Summerlost

“That’s disgusting,” Leo said.

“I know,” I told him. “Plus, we don’t even look alike. Why would you say that?”

“We do look alike,” he insisted. “A lot alike. We’re both short. We both have dark hair and freckles. And our eyebrows are the same.”

“They are?” Did mine look devilish too?





5.


On the ride home we stopped by the new theater construction site.

They were pouring the foundations.

“Just big craters filled with cement,” Leo said. “No tunnels there. No mysteries.”

“What is it with you and those tunnels?”

“They’re the only place we know Lisette went that we haven’t been,” Leo reminded me. “Maybe we’ll see her ghost.”

“You can’t really believe that,” I said.

“Other people say they did,” Leo said. “And even if we don’t, this is our last chance to know for sure. At the end of the summer, the old theater and the tunnels are going to be destroyed. We’ll never know.”

When the policeman came to follow up with my mother about the accident, I hid out in the hallway by the living room and eavesdropped on their conversation. She asked him so many questions. Some she’d asked before. How could this happen? Did they suffer? Why was that driver on the road?

He said he thought it happened fast, both for my dad and Ben and for the drunk driver who hit them, but for the rest of the questions he said, We just don’t know.

We just don’t know.

Some things are gone for good. You can’t get them back. You can’t know what happened. Ever.

“Meg wondered if I wanted to volunteer,” I said. “Maybe if I worked in the costume shop I could find something out about the tunnels. Maybe about Lisette too. Meg’s been working here for a long time.”

“That would be great.” Leo looked impressed.

I decided to take advantage of that.

“But you have to pay me equally for the tour stuff from now on,” I said.

“All right.”

“And never, ever say that we’re cousins again.”

“Got it.”

“And—”

“Come on. Don’t you think that’s enough?”

“There might be more,” I told him. “I’ll let you know when I think of the rest.”





6.


My uncle Nick came over that night to help my mom with the deck. I was always glad when he did because then my mom wasn’t alone out there. She wanted to finish the deck before we left for the summer and it was taking longer than she’d expected, so she often worked late, when the night cooled things off.

Nick had strung up a light in the back so they could see in the dark while they worked. I hoped it would scare the turkey vultures away but they didn’t leave. Sometimes I’d hear the sanding stop and when I looked down either Nick would have gone home or he and my mom would be talking.

Ben and I could never really talk the way Miles and I did, but I got to understand Ben anyway. At first, during the earlier years, he would scream and yell and you couldn’t say a lot to him. But then when things sort of evened out, when he’d had some therapy and my parents knew how to help him more, you could have short almost-conversations with him. Like he would say, “Do you want a LEGO set for Christmas?” and I would say, “No, I want a camera for Christmas. Do you want a LEGO set for Christmas, Ben?” He would grin really big and say yes and I knew I’d said what he wanted me to say.

Also when we went skiing together I could tell from the look on his face that he felt the way I did. Peaceful. Good. I saw him breathing deep when we went on the trails and I knew it was because he smelled the pine trees. We looked a lot alike when his face was at rest. I had never noticed it until I saw a picture that my dad showed us from one of the days we were up on the mountain.

We didn’t deal with skiing last winter. My mom didn’t get out the ski rack or the skis. She wasn’t as good as my dad, and driving in the snow scared her, even though she was the one who had lived in it all her life and my dad was from Portland, where it didn’t snow nearly as much. We didn’t even talk about going skiing. And I wasn’t mad. I didn’t want to go either. Maybe Miles did, but if so, he didn’t say.





7.


I was changing into my black jeans and black T-shirt early in the morning when I heard Miles hollering out and my mom hurrying down the hall to his room.

He didn’t usually have nightmares. Not even after the accident.

I tiptoed down the hall to the room and I heard my mother soothing him and Miles saying something about Harley.

Uh-oh.

I pushed open the door. “Everything okay?”

“Miles had a bad dream,” Mom said, looking shaky. “He dreamed he was buried alive.”

“It’s okay, Mom,” Miles said. And then, before I could stop him, he said, “It’s from a show that Cedar and I have been watching.”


Prompt = What you return must match the listing exactly, with every image removed.

Recorded information =
#####
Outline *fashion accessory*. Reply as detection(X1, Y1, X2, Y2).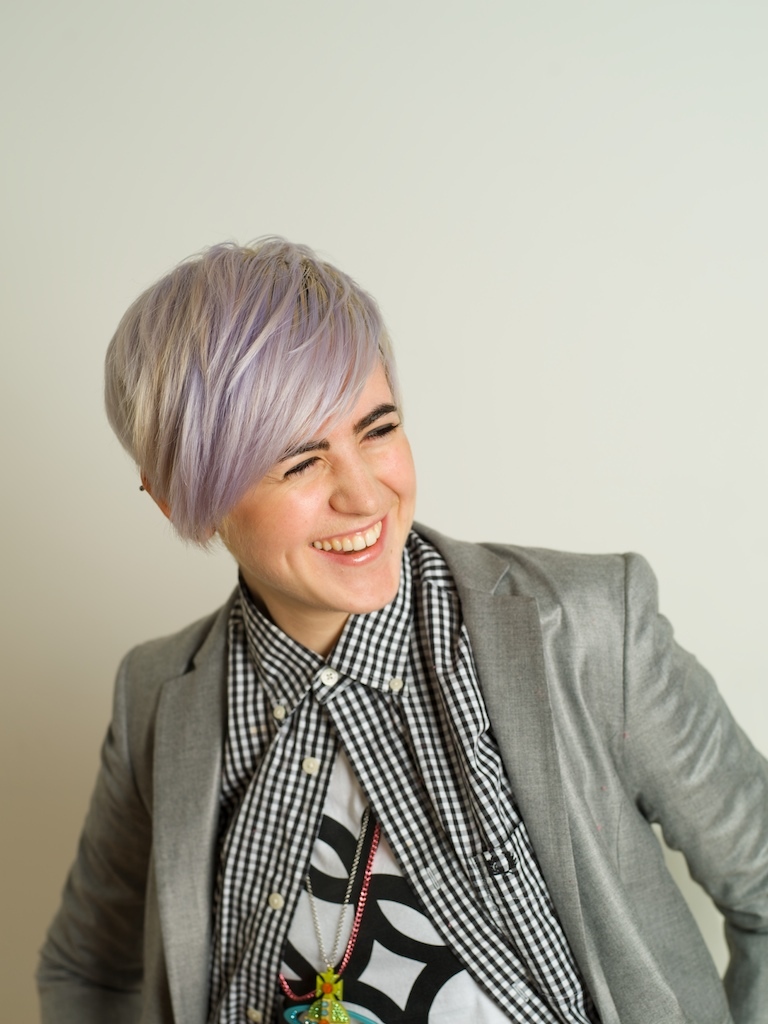
detection(278, 812, 379, 1003).
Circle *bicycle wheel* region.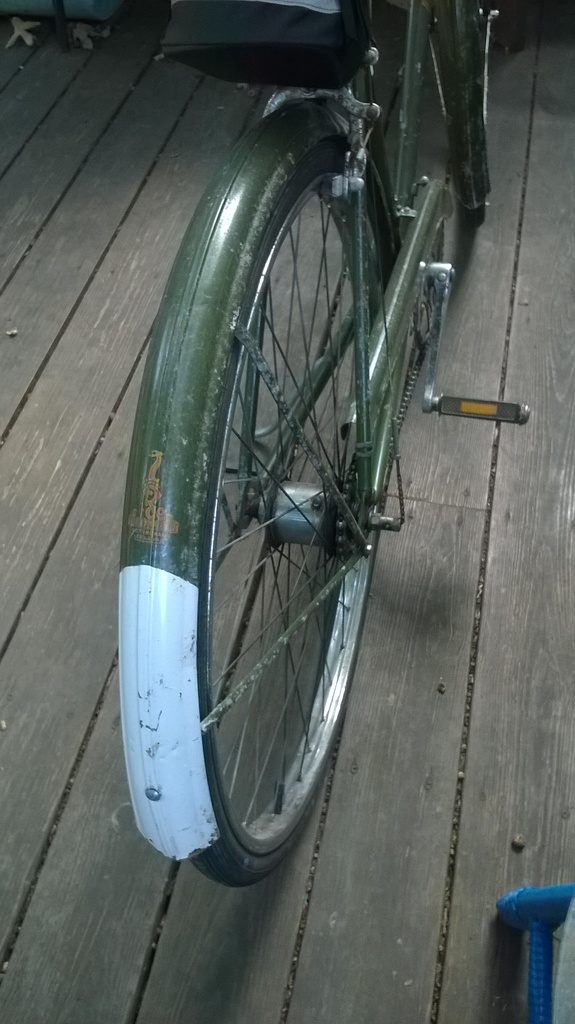
Region: 118:128:437:876.
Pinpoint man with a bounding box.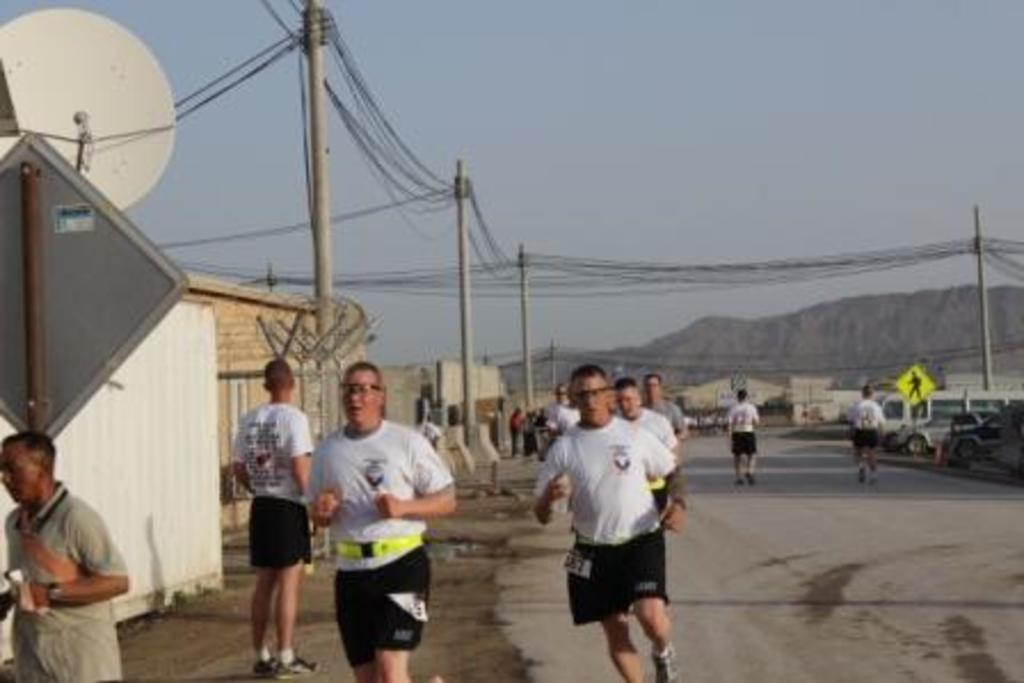
select_region(0, 432, 128, 681).
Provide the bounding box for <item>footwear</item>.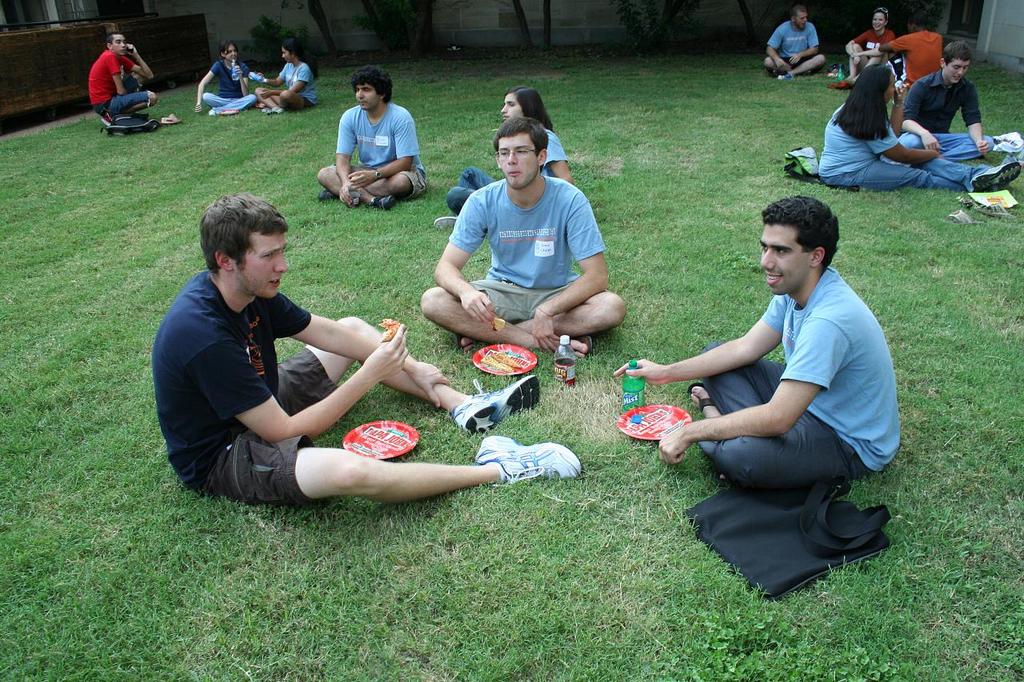
(x1=316, y1=188, x2=337, y2=201).
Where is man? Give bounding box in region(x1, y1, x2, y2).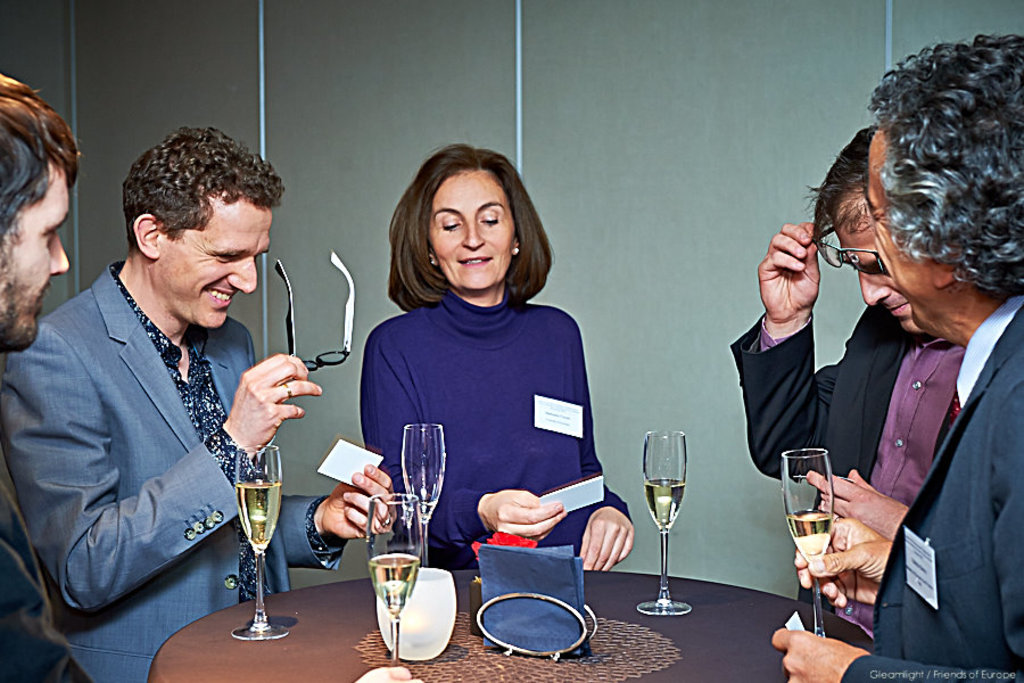
region(729, 120, 982, 633).
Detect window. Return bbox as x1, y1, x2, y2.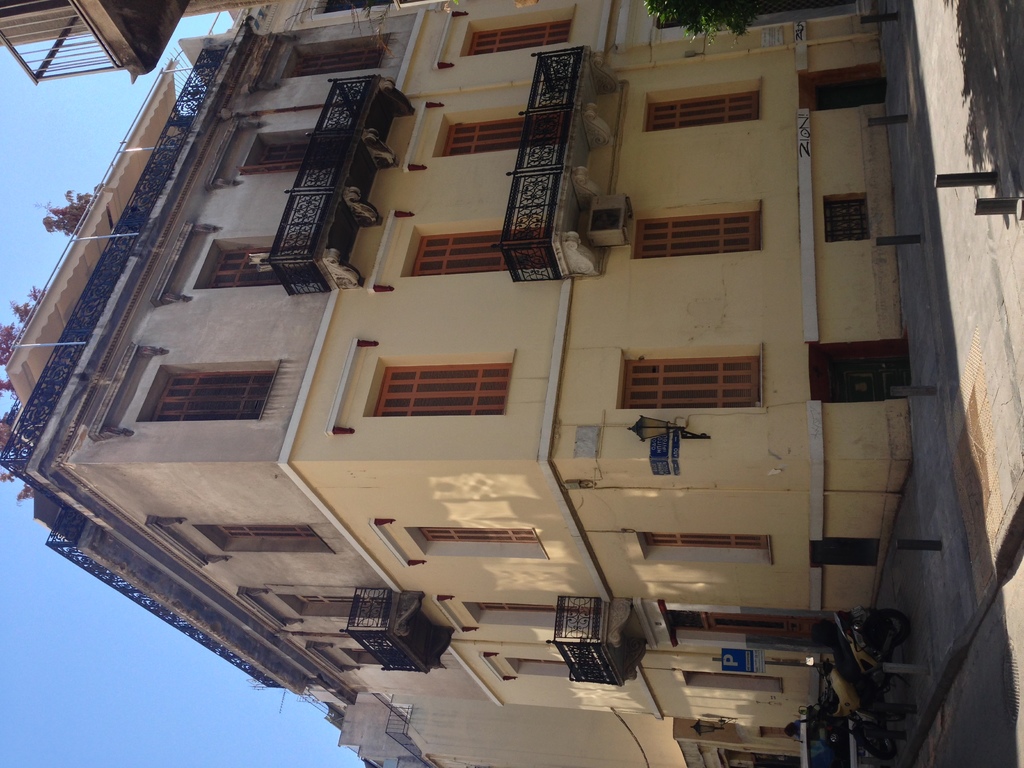
640, 528, 772, 559.
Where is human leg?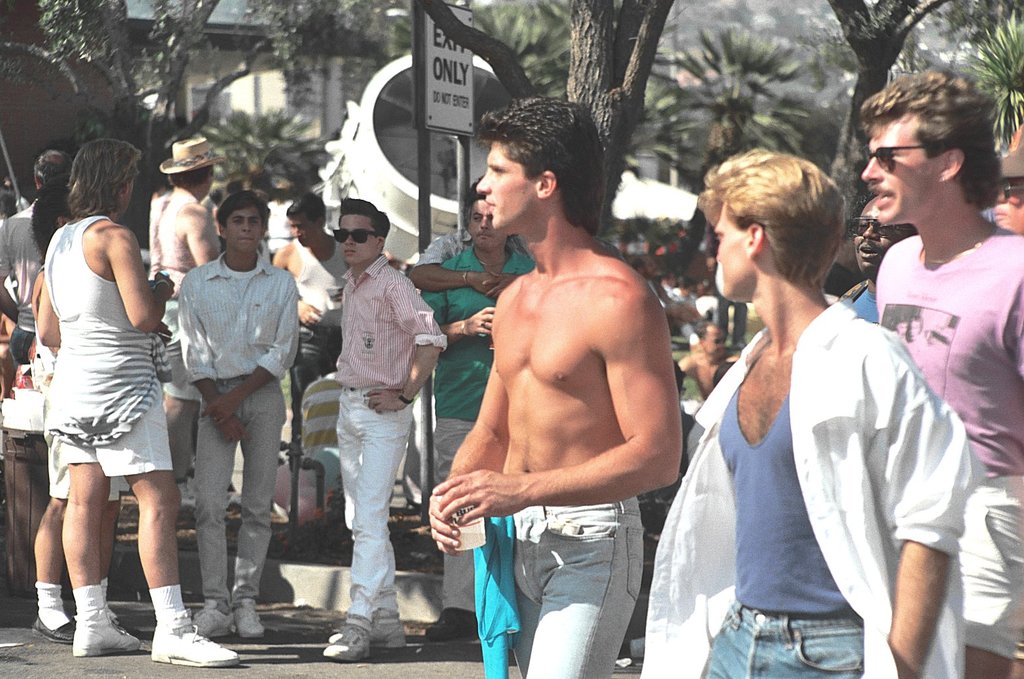
<region>29, 497, 71, 654</region>.
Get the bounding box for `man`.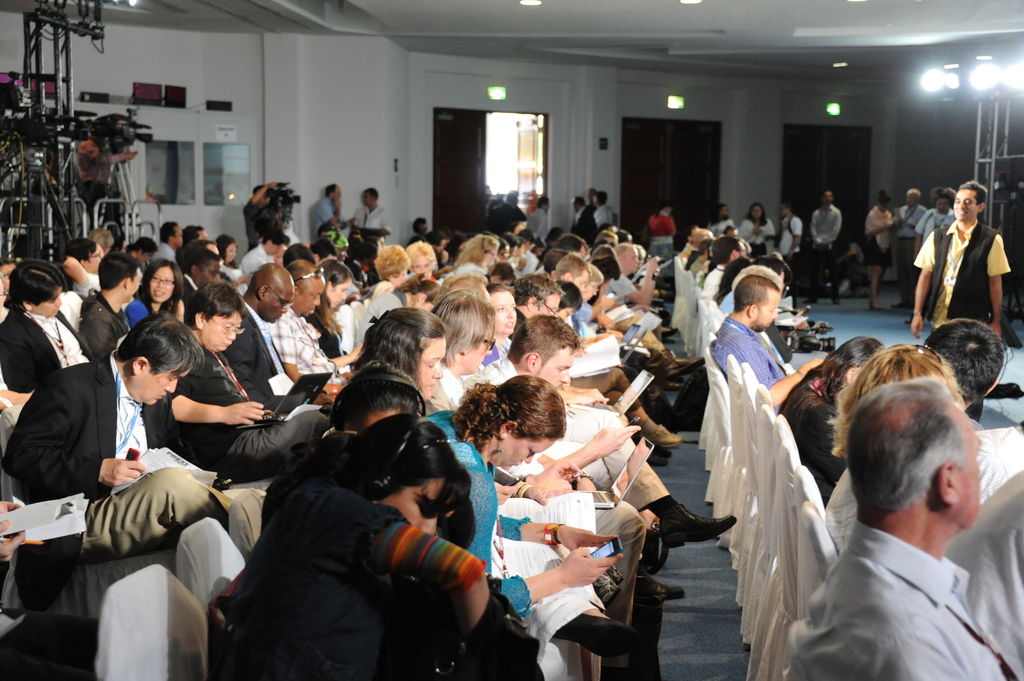
708,203,731,241.
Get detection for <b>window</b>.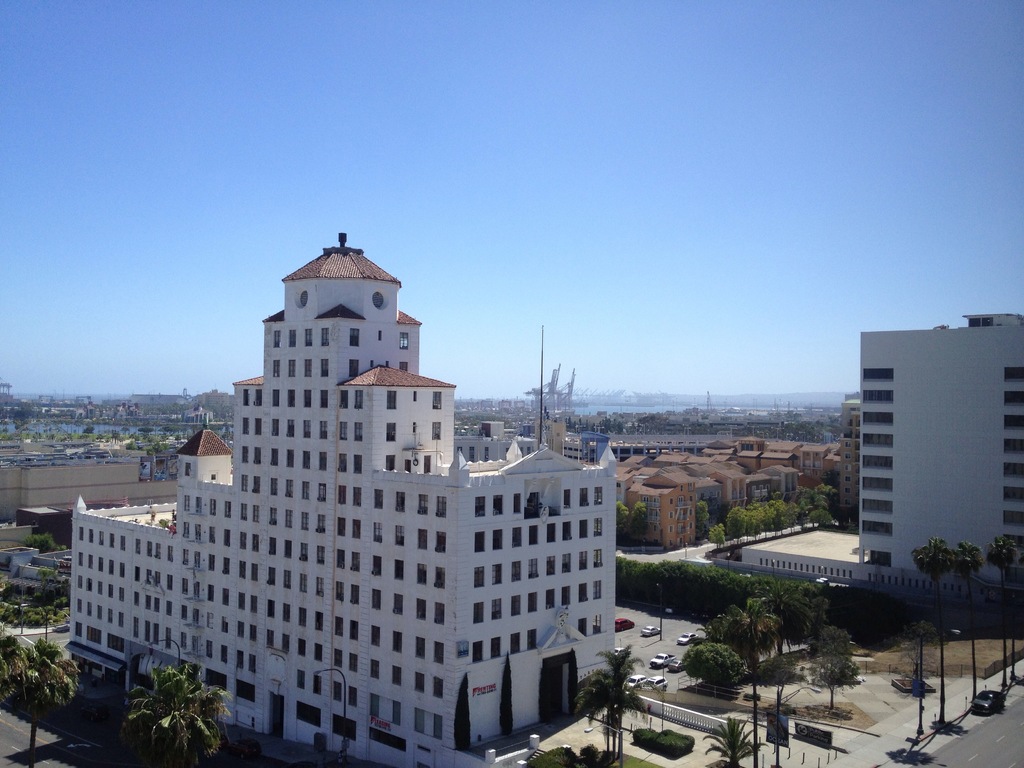
Detection: [x1=273, y1=332, x2=280, y2=346].
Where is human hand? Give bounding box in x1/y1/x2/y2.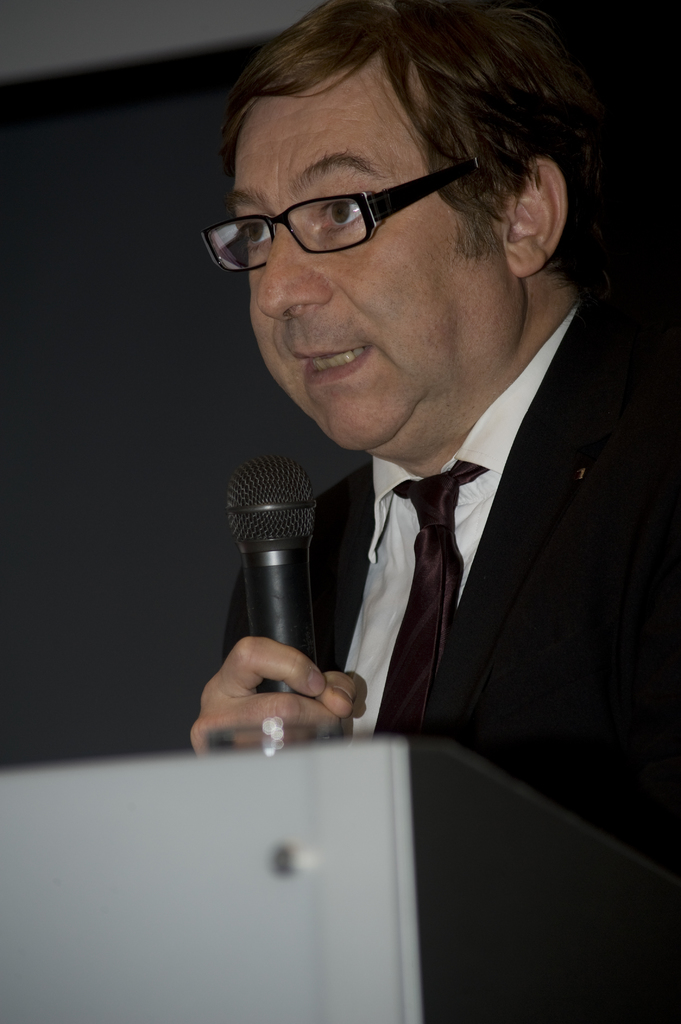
#####
Written response =
Outline *fashion accessory*. Reply as detection(X1, Y1, X2, Y2).
detection(278, 812, 379, 1003).
Circle *bicycle wheel* region.
Region: 118:128:437:876.
Pinpoint man with a bounding box.
select_region(0, 432, 128, 681).
Provide the bounding box for <item>footwear</item>.
(x1=316, y1=188, x2=337, y2=201).
Where is man? Give bounding box in region(x1, y1, x2, y2).
region(729, 120, 982, 633).
Detect window. Return bbox as x1, y1, x2, y2.
640, 528, 772, 559.
Where is human leg?
<region>29, 497, 71, 654</region>.
Get the bounding box for `man`.
708,203,731,241.
Get detection for <b>window</b>.
Detection: [x1=273, y1=332, x2=280, y2=346].
Where is human hand? Give bounding box in x1/y1/x2/y2.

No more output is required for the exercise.